1. FAMILIAL VILLAINS

We know that Kylo Ren is trying, in many ways, to imitate his grandfather, Darth Vader. With the way The Last Jedi unfolds his story, you'd think that he wasn't necessarily doing it by choice. Sure, the black suit and voice-changer was probably Ren's choice, but let's look at everything that isn't: Ren and Vader are both supposedly incredible Force-users whose barks are worse than their bites. They both joined the dark side but clearly don't want to be there and, just as Vader faced Luke and ultimately failed to kill him, Kylo Ren faces Rey and fails to kill her.

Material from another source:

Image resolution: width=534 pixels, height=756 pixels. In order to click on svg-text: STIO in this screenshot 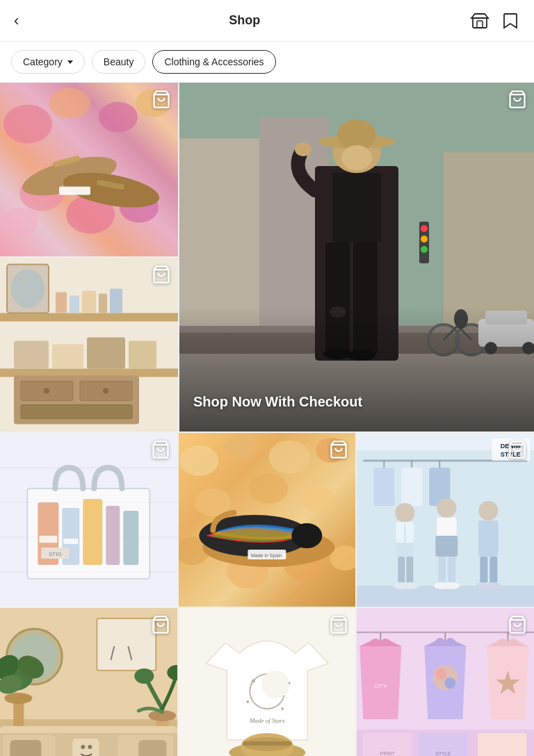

In Empire Strikes Back, Vader fights Luke and then asks him to join the dark side so they could destroy the Emperor and rule the galaxy. The offer Kylo Ren makes for Rey in The Last Jedi is incredibly similar: join the dark side, topple the current regime and rule the galaxy...all the essentials of that offer are there. Ren and Vader even use family as a way to sweeten the deal. Vader used his fatherhood while Ren reminded Rey that her parents were nobodies, that they thought she was nothing and that he didn't. Like Vader, like grandson.

J.J. Abrams said of The Force Awakens that the similarities between that film and A New Hope were intentional and that it was meant to help ease fans into a new Star Wars with new characters and worlds. Perhaps Rian Johnson thought it best to continue in that attempt. Despite these similarities, The Last Jedi does feel like more of a departure than its predecessor.

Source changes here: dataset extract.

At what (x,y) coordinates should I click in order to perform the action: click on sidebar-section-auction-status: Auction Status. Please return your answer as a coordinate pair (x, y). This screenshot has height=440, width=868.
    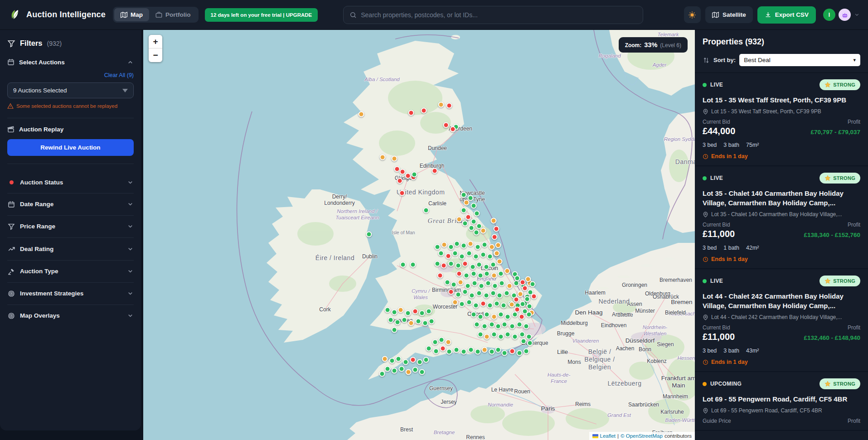
    Looking at the image, I should click on (71, 183).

In theaters now, director Rian Johnson’s The Last Jedi stars Daisy Ridley as Rey, John Boyega as Finn, Oscar Isaac as Poe Dameron, Adam Driver as Kylo Ren, Mark Hamill as Luke Skywalker, Carrie Fisher as Leia Organa, Andy Serkis as Supreme Leader Snoke, Domhnall Gleeson as General Hux, Kelly Marie Tran as Rose Tico and Laura Dern as Vice Admiral Amilyn Holdo.